Describing the continued non-access by the opposition to the National Communica-tions Network (NCN) as “intolerable”, Opposition Leader David Granger yesterday stated that APNU will bring “sanctions against them [NCN] in the National Assembly.”
“We are deeply concerned and we would take further actions in the National Assembly,” Granger said yesterday when contacted for a comment.
Reiterating APNU’s position that it would not be participating in the “bogus” weekly debate that the television station hosts on corruption, Granger charged that NCN continues to deny the opposition access, pointing out that that was one of the reasons the budget was cut in Parliament.
On Saturday, Chairman of the Alliance For Change Nigel Hughes made a similar comment when he said that his party will consider other avenues to effect change to the state broadcaster and the Government Information Agency (GINA) since the subvention cuts seem to have done little to reform programming.
In the National Assembly last month, the opposition again voted against an allocation of $211.5 million for NCN and GINA. It also voted down the sum of $22.6 million for expenditure on wages and salaries for contracted employees under the Office of the President Presidential Advisory and other services.
The government had taken the matter to court and Head of the Presidential Secretariat, Dr Roger Luncheon said on Wednesday that the $1 that was approved by the opposition for the various agencies was totally inconsistent with the constitutional provision as ruled by the Chief Justice. “The Constitution says for a maximum of four months every year in the absence of a budget, the Finance Minister could withdraw from the Contingency Fund, wages and salaries, whatever it takes to run the government,” he said, while explaining how money was found to pay the workers.
“The provision of a $1, the Chief Justice ruled was clearly inconsistent with that provision in the law so the Finance Minister did what the law provided for and made the money available to meet those expenditures,” he said. It is unclear if these workers will be paid for the rest of the year.
In April, the opposition effected over $20 billion in cuts from the budget, citing a lack of transparency and accountability in the explanations for the allocations. The government later moved to restore the amounts through an action in the High Court. Although finding that the National Assembly did not have the power to cut the budget, acting Chief Justice Ian Chang in July, in an interim ruling, said the court could not restore the funds, except for allocations to the Ethnic Relations Commission, which is a constitutional agency and entitled to draw directly from the Consolidated Fund.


> _Task brief_:
Before doing anything else, copy the entries below exactly.

□ □ □

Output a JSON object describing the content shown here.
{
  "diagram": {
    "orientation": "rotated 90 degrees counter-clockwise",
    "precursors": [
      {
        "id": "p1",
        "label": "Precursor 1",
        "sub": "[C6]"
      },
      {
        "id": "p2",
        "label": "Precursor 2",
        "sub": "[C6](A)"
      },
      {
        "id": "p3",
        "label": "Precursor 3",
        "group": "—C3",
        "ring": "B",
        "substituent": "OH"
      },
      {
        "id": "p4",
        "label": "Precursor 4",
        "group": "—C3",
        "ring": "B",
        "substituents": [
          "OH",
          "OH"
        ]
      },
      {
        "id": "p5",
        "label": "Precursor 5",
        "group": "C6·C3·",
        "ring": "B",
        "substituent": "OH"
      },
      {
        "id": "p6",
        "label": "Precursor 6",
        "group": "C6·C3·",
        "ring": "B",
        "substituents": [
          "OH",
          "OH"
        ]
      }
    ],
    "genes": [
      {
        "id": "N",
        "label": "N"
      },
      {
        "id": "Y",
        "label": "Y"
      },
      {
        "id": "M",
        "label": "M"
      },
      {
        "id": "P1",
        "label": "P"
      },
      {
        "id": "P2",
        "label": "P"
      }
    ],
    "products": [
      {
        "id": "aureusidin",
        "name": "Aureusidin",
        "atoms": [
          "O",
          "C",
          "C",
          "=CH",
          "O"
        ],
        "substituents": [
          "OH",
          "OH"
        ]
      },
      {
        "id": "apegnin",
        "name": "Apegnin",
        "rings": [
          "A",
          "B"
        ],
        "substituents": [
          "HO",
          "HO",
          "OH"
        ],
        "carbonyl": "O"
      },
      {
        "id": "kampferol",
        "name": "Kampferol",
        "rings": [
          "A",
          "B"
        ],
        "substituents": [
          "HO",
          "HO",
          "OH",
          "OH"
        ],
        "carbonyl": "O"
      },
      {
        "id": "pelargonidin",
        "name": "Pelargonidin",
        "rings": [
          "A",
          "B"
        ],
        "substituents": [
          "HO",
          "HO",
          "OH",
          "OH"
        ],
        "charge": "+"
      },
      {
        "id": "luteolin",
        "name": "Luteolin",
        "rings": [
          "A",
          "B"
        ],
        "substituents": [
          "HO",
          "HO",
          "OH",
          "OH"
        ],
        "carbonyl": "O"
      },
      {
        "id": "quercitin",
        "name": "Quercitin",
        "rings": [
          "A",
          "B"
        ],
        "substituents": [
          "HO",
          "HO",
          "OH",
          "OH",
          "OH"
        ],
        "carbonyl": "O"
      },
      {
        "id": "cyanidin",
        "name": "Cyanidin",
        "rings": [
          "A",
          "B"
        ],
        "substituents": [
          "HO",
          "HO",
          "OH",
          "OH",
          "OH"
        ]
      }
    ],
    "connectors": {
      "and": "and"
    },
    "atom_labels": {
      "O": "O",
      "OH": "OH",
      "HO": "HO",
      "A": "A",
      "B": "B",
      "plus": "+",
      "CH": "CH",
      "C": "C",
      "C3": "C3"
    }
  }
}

□ □ □

> _Reply to the exercise_:
Output a JSON object describing the content shown here.
{
  "diagram": {
    "orientation": "rotated 90 degrees counter-clockwise",
    "precursors": [
      {
        "id": "p1",
        "label": "Precursor 1",
        "sub": "[C6]"
      },
      {
        "id": "p2",
        "label": "Precursor 2",
        "sub": "[C6](A)"
      },
      {
        "id": "p3",
        "label": "Precursor 3",
        "group": "—C3",
        "ring": "B",
        "substituent": "OH"
      },
      {
        "id": "p4",
        "label": "Precursor 4",
        "group": "—C3",
        "ring": "B",
        "substituents": [
          "OH",
          "OH"
        ]
      },
      {
        "id": "p5",
        "label": "Precursor 5",
        "group": "C6·C3·",
        "ring": "B",
        "substituent": "OH"
      },
      {
        "id": "p6",
        "label": "Precursor 6",
        "group": "C6·C3·",
        "ring": "B",
        "substituents": [
          "OH",
          "OH"
        ]
      }
    ],
    "genes": [
      {
        "id": "N",
        "label": "N"
      },
      {
        "id": "Y",
        "label": "Y"
      },
      {
        "id": "M",
        "label": "M"
      },
      {
        "id": "P1",
        "label": "P"
      },
      {
        "id": "P2",
        "label": "P"
      }
    ],
    "products": [
      {
        "id": "aureusidin",
        "name": "Aureusidin",
        "atoms": [
          "O",
          "C",
          "C",
          "=CH",
          "O"
        ],
        "substituents": [
          "OH",
          "OH"
        ]
      },
      {
        "id": "apegnin",
        "name": "Apegnin",
        "rings": [
          "A",
          "B"
        ],
        "substituents": [
          "HO",
          "HO",
          "OH"
        ],
        "carbonyl": "O"
      },
      {
        "id": "kampferol",
        "name": "Kampferol",
        "rings": [
          "A",
          "B"
        ],
        "substituents": [
          "HO",
          "HO",
          "OH",
          "OH"
        ],
        "carbonyl": "O"
      },
      {
        "id": "pelargonidin",
        "name": "Pelargonidin",
        "rings": [
          "A",
          "B"
        ],
        "substituents": [
          "HO",
          "HO",
          "OH",
          "OH"
        ],
        "charge": "+"
      },
      {
        "id": "luteolin",
        "name": "Luteolin",
        "rings": [
          "A",
          "B"
        ],
        "substituents": [
          "HO",
          "HO",
          "OH",
          "OH"
        ],
        "carbonyl": "O"
      },
      {
        "id": "quercitin",
        "name": "Quercitin",
        "rings": [
          "A",
          "B"
        ],
        "substituents": [
          "HO",
          "HO",
          "OH",
          "OH",
          "OH"
        ],
        "carbonyl": "O"
      },
      {
        "id": "cyanidin",
        "name": "Cyanidin",
        "rings": [
          "A",
          "B"
        ],
        "substituents": [
          "HO",
          "HO",
          "OH",
          "OH",
          "OH"
        ]
      }
    ],
    "connectors": {
      "and": "and"
    },
    "atom_labels": {
      "O": "O",
      "OH": "OH",
      "HO": "HO",
      "A": "A",
      "B": "B",
      "plus": "+",
      "CH": "CH",
      "C": "C",
      "C3": "C3"
    }
  }
}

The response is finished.